Dry Season
Gabriela Babnik
Translated by Rawley Grau (Slovene)
Originally 2012, I read 2015 translation (ebook review copy)
Literary fiction
Many thanks to Istros Books for providing a review copy of this novel!
Ana, a 62-year-old graphic designer from Slovenia, has run away to a completely foreign place – Burkina Faso. There she meets Ismael, a 27-year-old former street kid with a history of abuse, and they begin a relationship despite – or perhaps because of - their differences. As Ana and Ismael take turns telling us, the readers, about their complex and pain-filled lives, we wander with them further into the dream captivating them.
This novel plays with the stereotypes of the old white woman in Africa as a tourist and the street kid with a history of abuse. Ana and Ismael both are and are not prime examples of their stereotype. Underneath his rough exterior, Ismael thinks deeply and is widely read. He can engage intellectually with the world around him. He isn’t really the fighting, drug dealing street kid that the stereotype would lead you to expect – although he does get involved with those kinds of activities sometimes.
Ana tells us that she chose Burkina Faso because of its complete dissimilarity to where she came from. But the longer she stays, the more she realizes that this new place is not all that foreign after all; she has had similar affairs in the past (with dark-skinned, younger men) and this seems like a repeat all over again. Or did those other affairs actually happen?

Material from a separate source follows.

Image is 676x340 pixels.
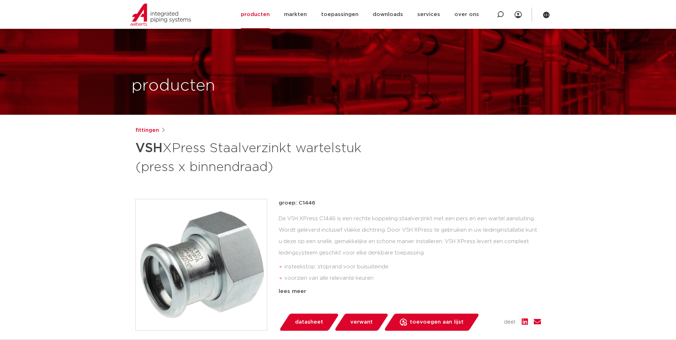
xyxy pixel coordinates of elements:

Read the rest of my review at Shiny New Books.
Gabriela Babnik
Translated by Rawley Grau (Slovene)
Originally 2012, I read 2015 translation (ebook review copy)
Literary fiction
Many thanks to Istros Books for providing a review copy of this novel!
Ana, a 62-year-old graphic designer from Slovenia, has run away to a completely foreign place – Burkina Faso. There she meets Ismael, a 27-year-old former street kid with a history of abuse, and they begin a relationship despite – or perhaps because of - their differences. As Ana and Ismael take turns telling us, the readers, about their complex and pain-filled lives, we wander with them further into the dream captivating them.
This novel plays with the stereotypes of the old white woman in Africa as a tourist and the street kid with a history of abuse. Ana and Ismael both are and are not prime examples of their stereotype. Underneath his rough exterior, Ismael thinks deeply and is widely read. He can engage intellectually with the world around him. He isn’t really the fighting, drug dealing street kid that the stereotype would lead you to expect – although he does get involved with those kinds of activities sometimes.
Ana tells us that she chose Burkina Faso because of its complete dissimilarity to where she came from. But the longer she stays, the more she realizes that this new place is not all that foreign after all; she has had similar affairs in the past (with dark-skinned, younger men) and this seems like a repeat all over again. Or did those other affairs actually happen?